During their time in the hospital, a psychologist approached them, offering support. Rabbi Feldman politely declined. She insisted, asking how he could possibly manage such emotional strain.

“I told her, ‘I have strength. I will get through this.’ She asked, ‘What strength do you have?’ I said, ‘Listen, I am a shliach of the Lubavitcher Rebbe.’”

He continued, “And what is a shliach? Not simply a representative. I am literally the koach of the Rebbe in Nes Ziona. I am there, it is as if he is there. I am certain that this is happening for a precise reason. Even if I do not understand it now, I am sure that everything will be for the good.”

He and his wife made a quiet resolution: “We will take this ordeal, even without knowing how it will end, and we will grow from it. This will become our banner.”

On the first night of Chanuka, nearly two months after the crisis began, they brought Zalmy home. Rabbi Feldman remembers lighting the menorah and thanking the Eibershter.

“We felt a miracle had been done for us. Others might not understand. They asked, ‘What miracle?’ But we, who knew that this child might not have been here, chose to focus on what we have and not on what we do not have.”

He continued with feeling, “There are hands, there are eyes. Out of all 613 parts of a person, why concentrate only on what is missing? There is so much.”

The room erupted in applause.

“Zalmy is not only a child who was not weakened by this. His strength and his inner power are extraordinary. He became someone who inspires others,” Rabbi Feldman said. “No one can complain when they see Zalmy. No one can say, ‘I cannot do it.’ What do you mean you cannot? You can do everything.”

The effect on their shlichus was tremendous, but not in the way people might assume.

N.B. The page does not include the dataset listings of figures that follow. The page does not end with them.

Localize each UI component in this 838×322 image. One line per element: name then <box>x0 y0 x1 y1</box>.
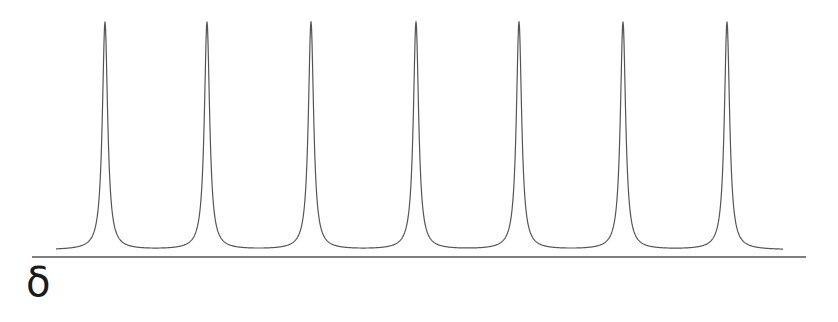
peak-plot <box>0 0 838 322</box>
delta-axis-label: δ <box>26 262 50 302</box>
peak-curve <box>56 21 783 249</box>
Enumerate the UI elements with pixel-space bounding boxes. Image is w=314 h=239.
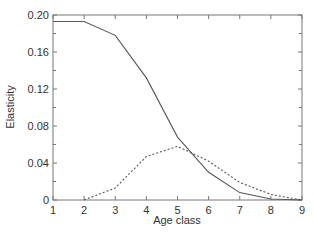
- elasticity-chart: 00.040.080.120.160.20 123456789 Age clas…: [0, 0, 314, 239]
- y-axis-ticks: 00.040.080.120.160.20: [28, 9, 302, 206]
- y-tick-label: 0.20: [28, 9, 49, 21]
- series-solid-line: [53, 21, 302, 200]
- x-axis-label: Age class: [153, 214, 201, 226]
- data-series: [53, 21, 302, 200]
- chart-canvas: 00.040.080.120.160.20 123456789 Age clas…: [0, 0, 314, 239]
- x-tick-label: 9: [299, 204, 305, 216]
- plot-frame: [53, 15, 302, 200]
- x-tick-label: 2: [81, 204, 87, 216]
- x-tick-label: 7: [237, 204, 243, 216]
- axes-box: [53, 15, 302, 200]
- x-tick-label: 8: [268, 204, 274, 216]
- y-tick-label: 0.04: [28, 157, 49, 169]
- y-axis-label: Elasticity: [4, 85, 16, 129]
- x-tick-label: 4: [143, 204, 149, 216]
- x-tick-label: 6: [206, 204, 212, 216]
- x-axis-ticks: 123456789: [50, 15, 305, 216]
- y-tick-label: 0: [43, 194, 49, 206]
- y-tick-label: 0.16: [28, 46, 49, 58]
- x-tick-label: 1: [50, 204, 56, 216]
- x-tick-label: 3: [112, 204, 118, 216]
- y-tick-label: 0.08: [28, 120, 49, 132]
- y-tick-label: 0.12: [28, 83, 49, 95]
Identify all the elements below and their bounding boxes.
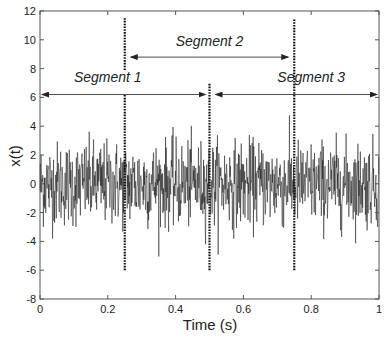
x-tick-label: 0.8 bbox=[304, 303, 319, 315]
x-tick-label: 0.4 bbox=[168, 303, 183, 315]
y-tick-label: 10 bbox=[24, 34, 36, 46]
x-axis-label: Time (s) bbox=[183, 316, 237, 333]
segment-1-label: Segment 1 bbox=[74, 69, 142, 85]
signal-chart: 00.20.40.60.81-8-6-4-2024681012 Segment … bbox=[0, 0, 388, 344]
y-tick-label: 4 bbox=[30, 120, 36, 132]
x-tick-label: 0.2 bbox=[100, 303, 115, 315]
x-tick-label: 1 bbox=[376, 303, 382, 315]
segment-3-label: Segment 3 bbox=[277, 69, 345, 85]
y-axis-label: x(t) bbox=[6, 145, 23, 167]
y-tick-label: 12 bbox=[24, 5, 36, 17]
y-tick-label: -4 bbox=[26, 235, 36, 247]
segment-2-label: Segment 2 bbox=[176, 33, 244, 49]
y-tick-label: -2 bbox=[26, 207, 36, 219]
segment-boundaries bbox=[125, 18, 295, 270]
x-tick-label: 0 bbox=[37, 303, 43, 315]
x-tick-label: 0.6 bbox=[236, 303, 251, 315]
y-tick-label: 8 bbox=[30, 63, 36, 75]
y-tick-label: -8 bbox=[26, 293, 36, 305]
y-tick-label: -6 bbox=[26, 264, 36, 276]
y-tick-label: 6 bbox=[30, 91, 36, 103]
y-tick-label: 0 bbox=[30, 178, 36, 190]
y-tick-label: 2 bbox=[30, 149, 36, 161]
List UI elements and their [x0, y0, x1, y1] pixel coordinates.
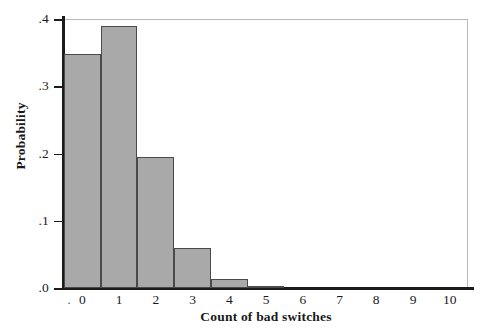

“Not only was our shlichus not weakened, it received tremendous strength. Before Zalmy’s story, I could say, ‘I cannot, this is too big, I am not capable.’ Since Zalmy’s story, nothing is too big. The word ‘cannot’ no longer exists. Set a goal, and you will achieve it.”

Rabbi Feldman concluded with a vision for his son’s future. “I believe Zalmy is a shliach. From my perspective, he already is. What the framework will be, I do not know. But in my mind, I see him exactly as I saw myself in that giant picture of all the shluchim – part of the Rebbe’s great army. I certainly see Zalmy standing there, or sitting there, as part of the Rebbe’s army. Because Zalmy is the Rebbe’s child.”

As this moving presentation concluded at the Kinus banquet, Zalmy was welcomed to the stage to a standing ovation, where he confidently walked on his prosthetic feet – living proof of the strength of shlichus, the power of emunah, and the Rebbe’s bracha accompanying his shluchim in the most challenging of times.

His speech that followed, along with his live conversation with shliach Rabbi Liraz Zeira – who had both of his feet amputated just a few weeks ago after stepping on an unexploded grenade in Syria – moved the entire room. Speaking to Zalmy live from his hospital room, the very same hospital where Zalmy had his critical surgery a decade earlier, the two strengthened each other and the thousands of tear-eyed listeners at the gala banquet with courage and conviction that with the koiach of the Rebbe, a shliach is truly invincible.